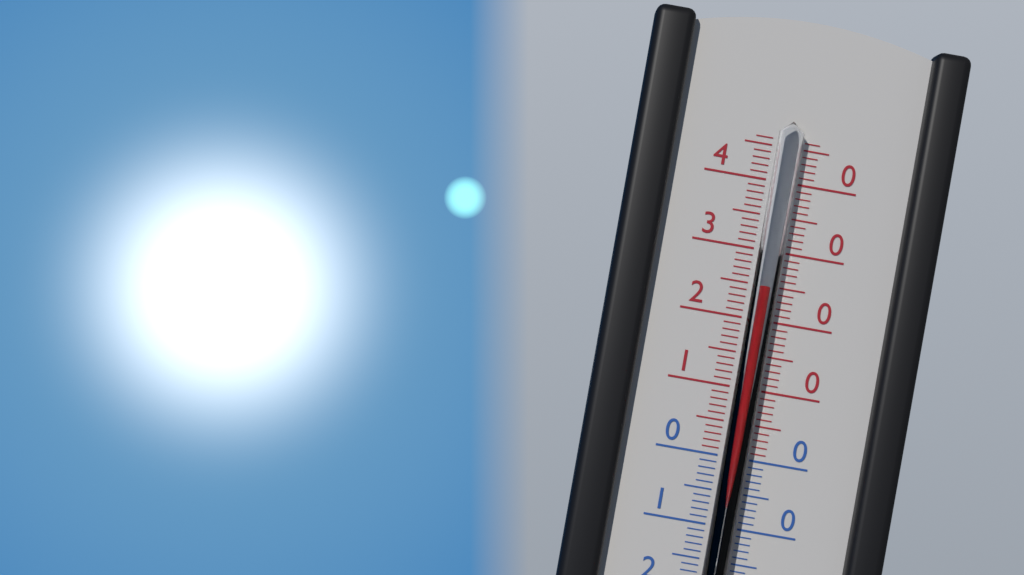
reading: 25 °C
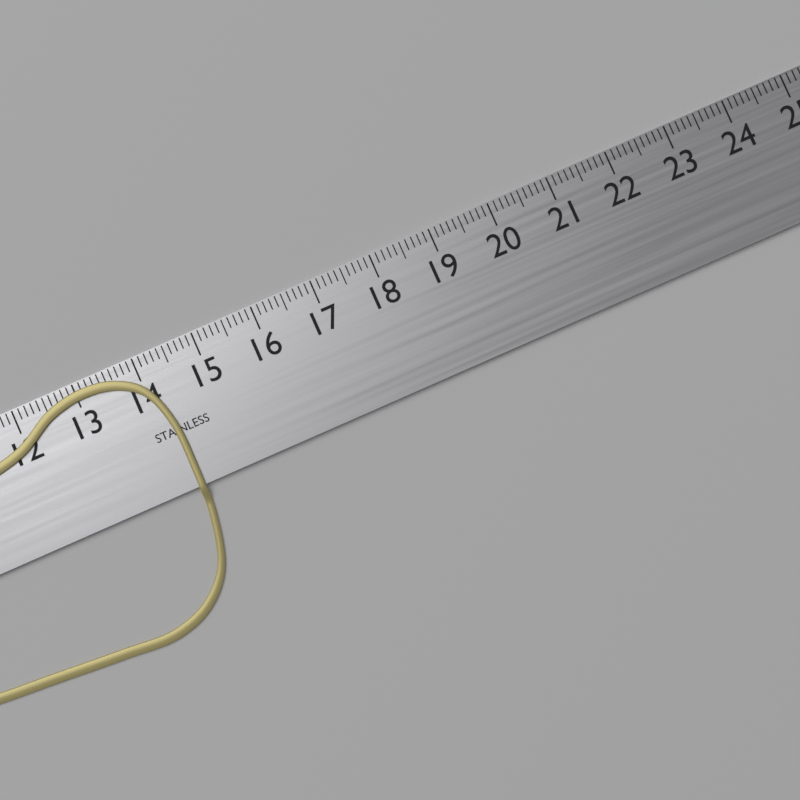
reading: 14.3 cm
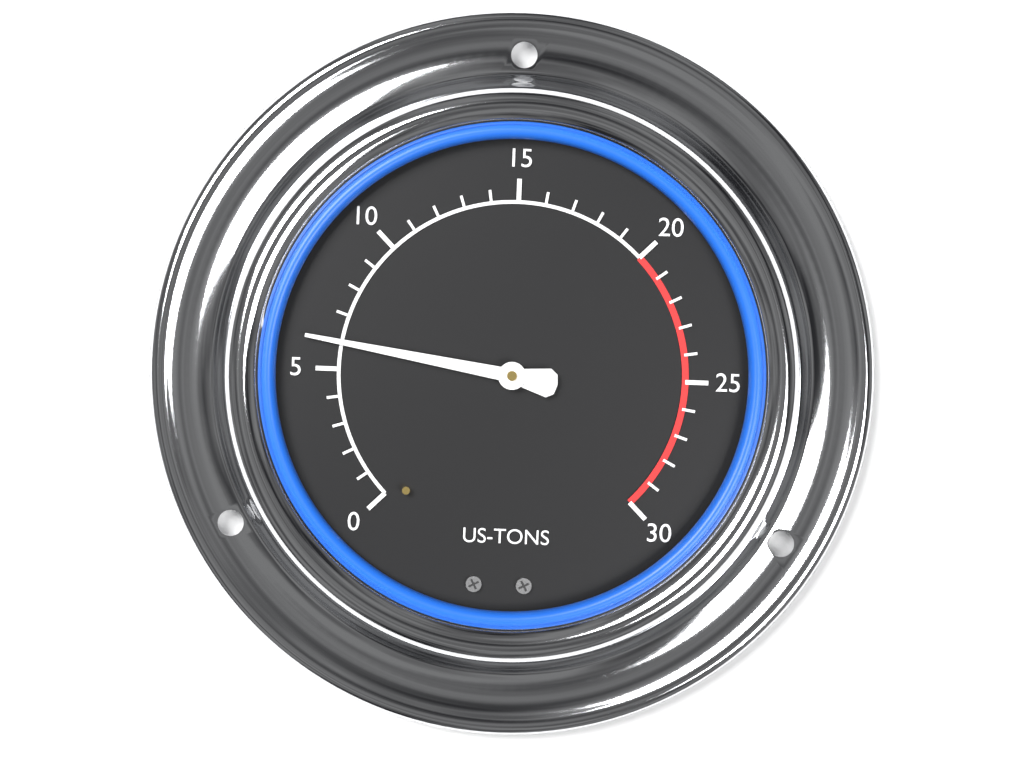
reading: 6 US-TONS
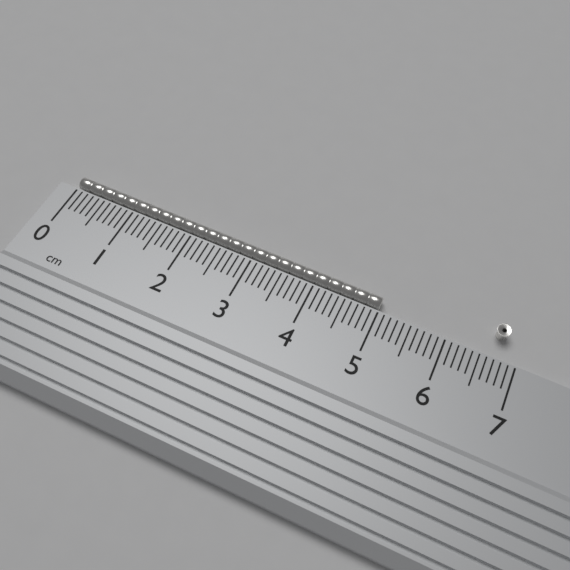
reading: 5.0 cm
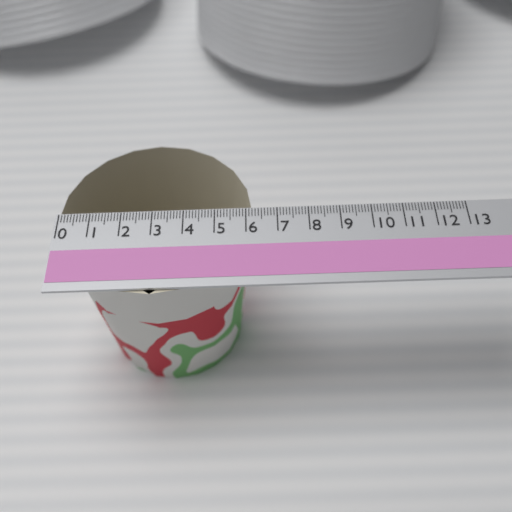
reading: 6.2 (no unit)
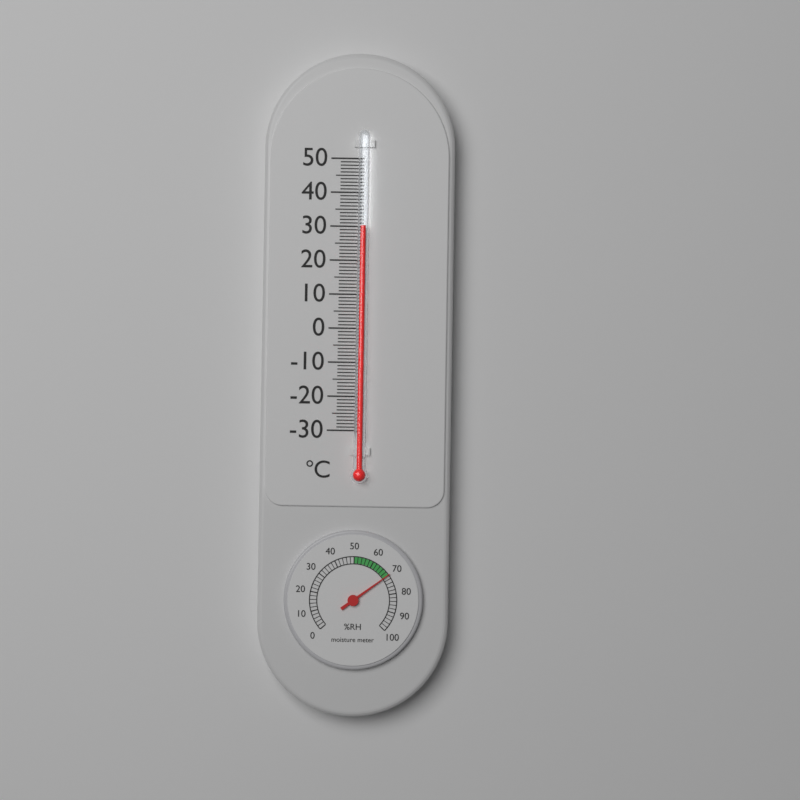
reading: 30 °C
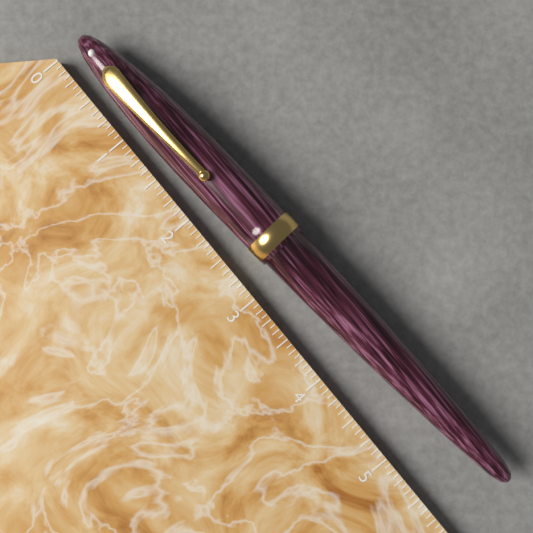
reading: 5.8750 (no unit)
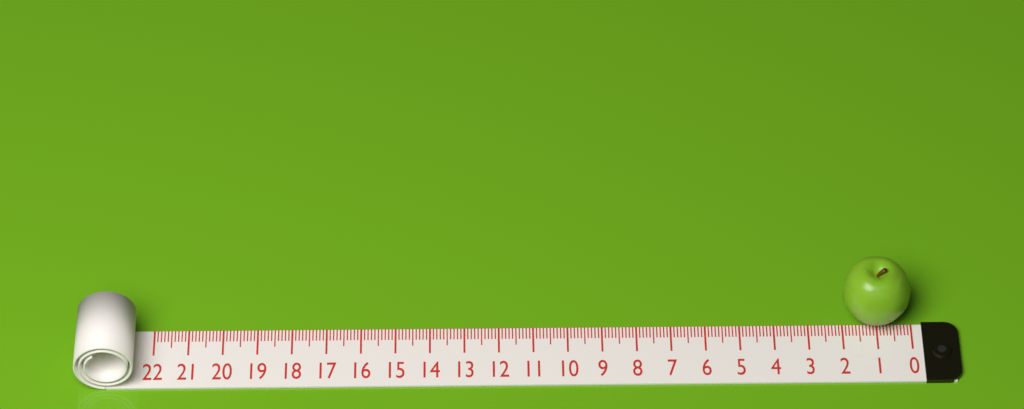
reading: 2.0 (no unit)
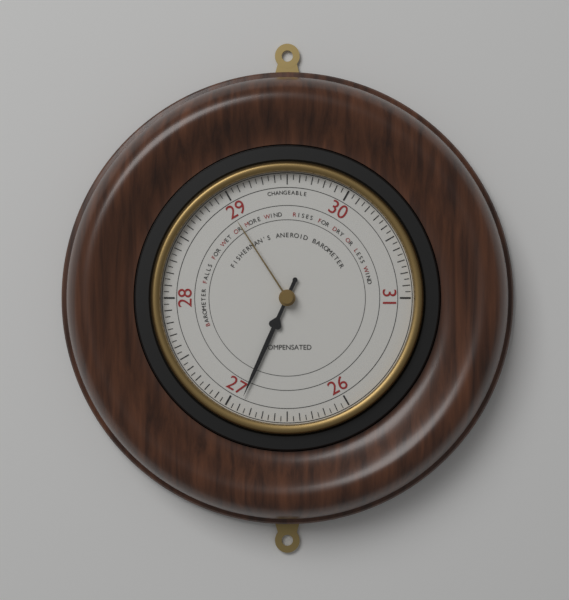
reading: 26.90 (no unit)
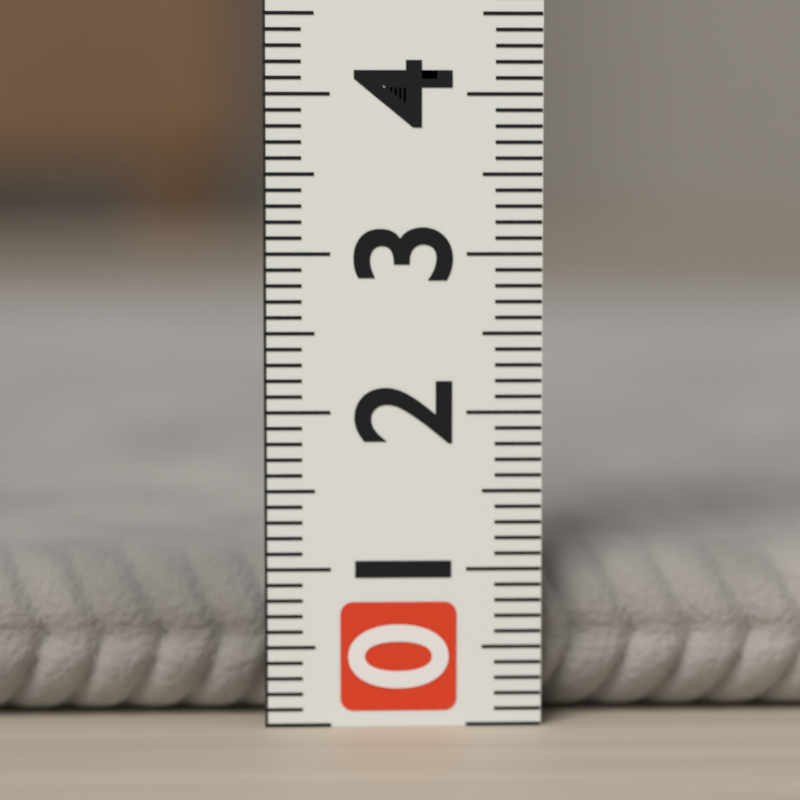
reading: 1.1 (no unit)
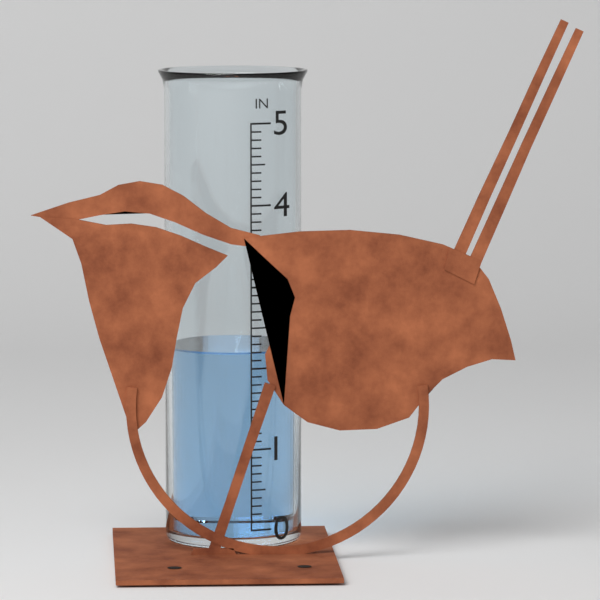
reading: 2.2 in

----------------------------------------

> **WORK TO COMPLETE**
Leaving out only the pictures, retype every record exactly.

> **EXERCISE ANSWER**
reading: 25 °C
reading: 14.3 cm
reading: 6 US-TONS
reading: 5.0 cm
reading: 6.2 (no unit)
reading: 30 °C
reading: 5.8750 (no unit)
reading: 2.0 (no unit)
reading: 26.90 (no unit)
reading: 1.1 (no unit)
reading: 2.2 in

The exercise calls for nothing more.